Since switching to Clickhouse clustered, with 3 no...
# support
n
Since switching to Clickhouse clustered, with 3 nodes, I'm finding that the CPU balancing between the 3 clickhouse instances is imbalanced. This system is fairly small (240 total pods, with all signoz log traffic filtered) and receives 3700 log lines per minute. I have one clickhouse node permanently running at 400% CPU, another node running between 100% and 300% CPU (dependent on time of day) and another node at a consistent 100% CPU. Graph here is 24 hour period: CPU utilisation seem very high for a database that i would consider to be receiving little in the way of updates. I suspect a missing index somewhere. Is there a description anywhere of what the ideal schema should look like for a signoz install for all the tables and views?
s
Is this chart you shared the ClickHouse instance powering SigNoz?
CPU utilisation seem very high for a database that i would consider to be receiving little in the way of updates.

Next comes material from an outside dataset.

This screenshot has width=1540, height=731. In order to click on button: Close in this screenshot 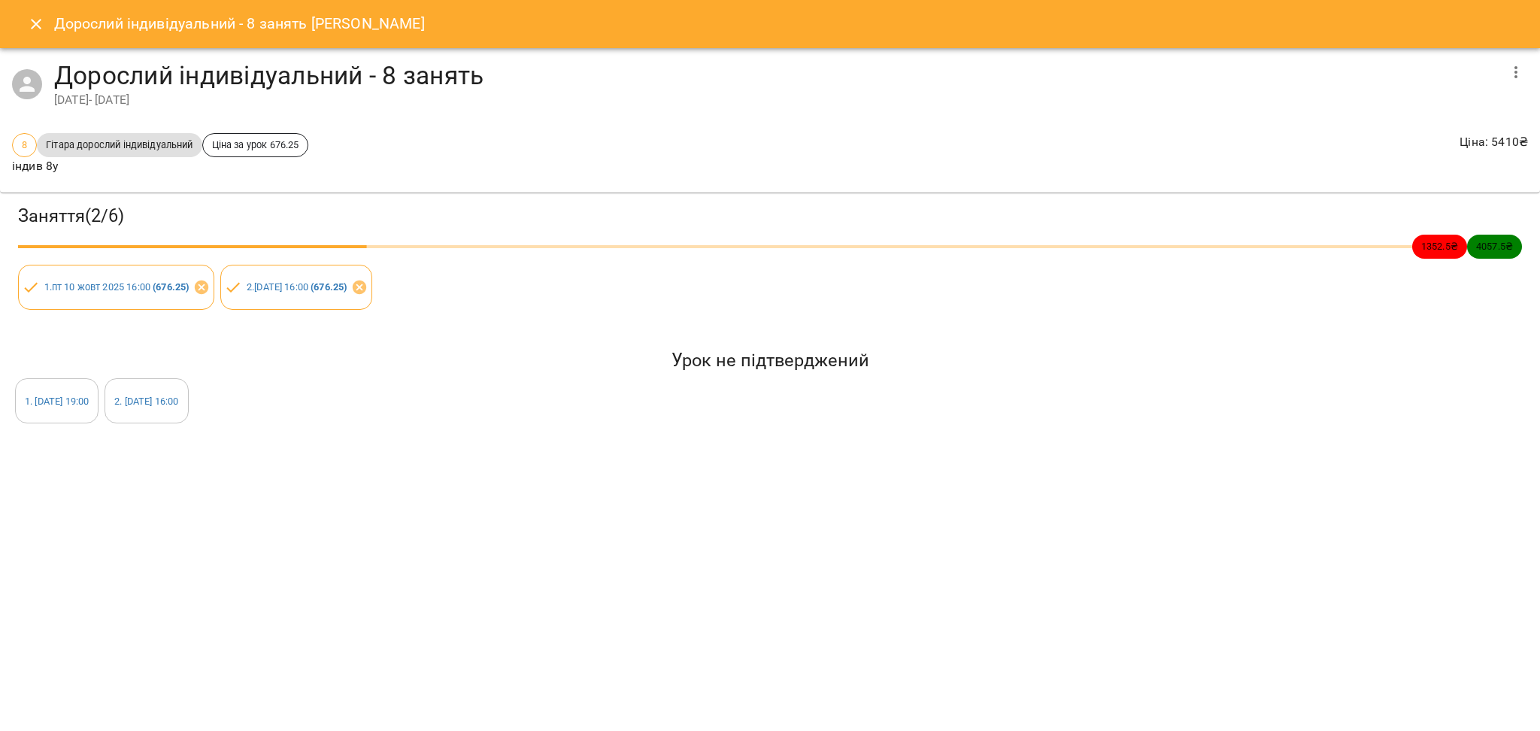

Which updates are you referring? We don’t push any
UPDATE
commands in SigNoz and where do you see the
database
wise CPU utilization? You can use the Unix tool ``sudo perf top`` to get the operation which are taking time. In the past we have noticed this happens when the
MergeMutate
which is responsible for merge the many temporary files to single data block responsible for this.
n
The chart I shared shows the CPU utilisation on three VMs. Each VM is running clickhouse-server for SigNoz. That clickhouse-server is only used by SigNoz, When I say updates, I mean any modification to the data in the database e.g. a
INSERT INTO signoz_logs
statement, which is effectively an update to a database.
s
No, insert and update are entirely different things. The update operations are CPU intensive and we don’t have any update operations to ClickHouse in SigNoz as of today. How many CPUs are given to each node and what is the write rate? You may want to check
perf top
to check which is claiming more CPU.
n
I know that
INSERT
and
UPDATE
SQL statements are entirely different things but the modifiication of a database in any way is an update to a database (the database has been updated with new data). This sounds like an argument over nomenclature. Each node as 4 CPUs. The write write is 3700 logs per minute (~61 per second) The IO utilisation on the server is less than 5%, with write-queue latency at 12ms.
perf top
isn't giving useful information due to lack of access to any symbols at the moment
s
No, I was not arguing over the nomenclature. I want to use the unambiguous language because the real update operations are known to be CPU intensive for ClickHouse. Any mixed use of the words can be confusing so better avoid that.
n
I was asking if there is a copy of the correct finalised schema written anywhere for me to compare my schema against to ensure it matches. I can only find the schema definitions in the various migration directories
s
No, the final schema is not written anywhere because the schema keeps changing. When the collector boot up they ensure the schema is up to date with the expected schema.
n
Given there are multiple collectors running on a system (i.e. one per node) what stops the race condition of several collectors trying to modify the schema at the same time when it is out of date?
s
The migration program acquires the DB lock before running them. I will have to double check this but this is what I read last time.
n
Looking at the process list, it's taking over 1.2 seconds to run:
SELECT DISTINCT fingerprint FROM signoz_metrics.distributed_time_series_v2
And more than 0.5 seconds to run:
INSERT INTO signoz_logs.distributed_log
So it's generally just slow. But that's compounded by because of the full CPU utilisation of the clickhouse-service on the VM.
s
Do you just use the logs? Or do you also send metrics and traces?
n
I use logs, traces and metrics. I've reduced metrics collection from 30s to 120s, with no impact on CPU. 302,000 traces collected in the past 60 minutes.
I suppose it doesn't help that graphql services tend to produce thousands of spans due to the size of the query-result e.g. a query that returns 10 rows of 30 columns would create a minimum of 10x30 spans
If the fingerprint has to be looked up for each span ingested, then it could be quite expensive
But I'd still expect that these data should be distributed evenly across sharded database, rather than pegging one node at 400% and the others not sharing the load
s
No, there is no kind of look-up based insertion for spans. The span shard key is traceid which is random 128 bits and should do fine for the distribution.
n
I looked at the underlying shared tables (logs, metrics_v2 etc) across the nodes to confirm that the data is balanced, by comparing row counts. After 2 weeks of high CPU utilisation (100% CPU on node 2 for 7 days, followed by 100% CPU on node 1 for 7 days), the system settled down to background levels of utilisation (~10%). So perhaps this is an artefact of moving from 1-node to 3-node clickhouse cluster and the time it takes for imbalanced data to be expired from the cluster based on the existing configured 7 day retention rule.